Cartels and gangs reportedly rampaged throughout the country, firing on police and troops. They torched businesses, blockaded roads, and committed executions in broad daylight. In Celaya, homicides skyrocketed 32% in the first four months of the year.

In one such instance of brazen violence, gangsters lined up mourners at a funeral on February 27, gunned them down, and then cleaned up the scene, leaving behind only a bag of brains.

The JNGC cartel has taken to employing drones for bombing campaigns, as seen in this video showing one such bombing in Michoacan.

The violence is encroaching on the U.S. southern border. In Juarez, which sits next to the American city of El Paso, Texas, a prison battle between members of two rival Mexican cartels spilled out this summer into the streets, killing at least 11, most of whom were civilians.

On August 13, 24 cars were set on fire in Tijuana, Mexico, amid sporadic shootings. Members of the JNGC, whose proxies committed the massacre in Guerrero this week, set out to terrorize the city. The city ultimately issued a shelter-in-place order.

The U.S. State Department recently warned American citizens about travelling to Mexico, stating: “Violent crime — such as homicide, kidnapping, carjacking, and robbery — is widespread and common in Mexico. The U.S. government has limited ability to provide emergency services to U.S. citizens in many areas of Mexico.”
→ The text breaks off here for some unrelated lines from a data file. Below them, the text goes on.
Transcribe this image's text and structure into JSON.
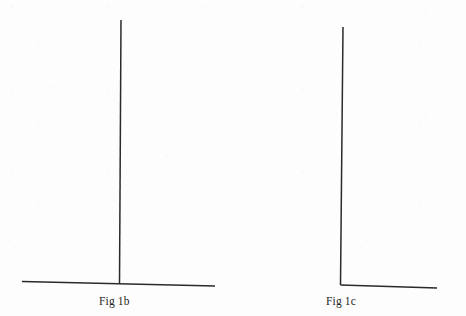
{
  "document": {
    "type": "scanned-line-drawing",
    "background_color": "#fdfdfd",
    "ink_color": "#2a2a2a",
    "width": 466,
    "height": 316
  },
  "figures": [
    {
      "id": "fig-1b",
      "caption": "Fig 1b",
      "shape_name": "inverted-t-shape",
      "caption_position": {
        "x": 99,
        "y": 295
      },
      "strokes": [
        {
          "name": "vertical-stem",
          "orientation": "vertical",
          "x1": 121,
          "y1": 20,
          "x2": 119.5,
          "y2": 284,
          "width": 1.5
        },
        {
          "name": "horizontal-base",
          "orientation": "horizontal",
          "x1": 22,
          "y1": 281.5,
          "x2": 215,
          "y2": 286,
          "width": 1.5
        }
      ]
    },
    {
      "id": "fig-1c",
      "caption": "Fig 1c",
      "shape_name": "l-shape",
      "caption_position": {
        "x": 326,
        "y": 295
      },
      "strokes": [
        {
          "name": "vertical-stem",
          "orientation": "vertical",
          "x1": 343,
          "y1": 27,
          "x2": 340.5,
          "y2": 285,
          "width": 1.5
        },
        {
          "name": "horizontal-base",
          "orientation": "horizontal",
          "x1": 340.5,
          "y1": 285,
          "x2": 437,
          "y2": 288,
          "width": 1.5
        }
      ]
    }
  ]
}
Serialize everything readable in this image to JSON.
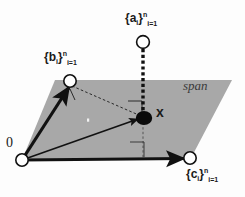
{
  "figure": {
    "background_color": "#fdfdfd",
    "plane_fill_color": "#a8a8a8",
    "stroke_color": "#111111",
    "labels": {
      "origin": "0",
      "span": "span",
      "projection_point": "x",
      "set_a": {
        "open": "{",
        "base": "a",
        "subscript": "i",
        "close": "}",
        "superscript": "n",
        "lower_index": "i=1"
      },
      "set_b": {
        "open": "{",
        "base": "b",
        "subscript": "i",
        "close": "}",
        "superscript": "n",
        "lower_index": "i=1"
      },
      "set_c": {
        "open": "{",
        "base": "c",
        "subscript": "i",
        "close": "}",
        "superscript": "n",
        "lower_index": "i=1"
      }
    },
    "geometry": {
      "plane_points": "55,80 232,80 190,160 22,160",
      "origin": {
        "x": 22,
        "y": 160
      },
      "vector_b_tip": {
        "x": 70,
        "y": 81
      },
      "vector_c_tip": {
        "x": 190,
        "y": 158
      },
      "vector_a_tip": {
        "x": 143,
        "y": 42
      },
      "point_x": {
        "x": 143,
        "y": 118
      },
      "speck": {
        "x": 88,
        "y": 120
      }
    }
  }
}
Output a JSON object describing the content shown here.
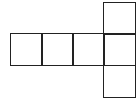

The State Department said not to travel to the following Mexican states: Colima, Guerrero, Michoacan, Sinaloa, Tamaulipas, and Zacatecas.

It suggested that Americans ought to reconsider traveling to Baja California, Chihuahua, Duranjo, Guanajuato, Jalisco, Morelos, and Sonora. The U.S. government also underlined the need to exercise "increased caution" virtually everywhere else in Mexico.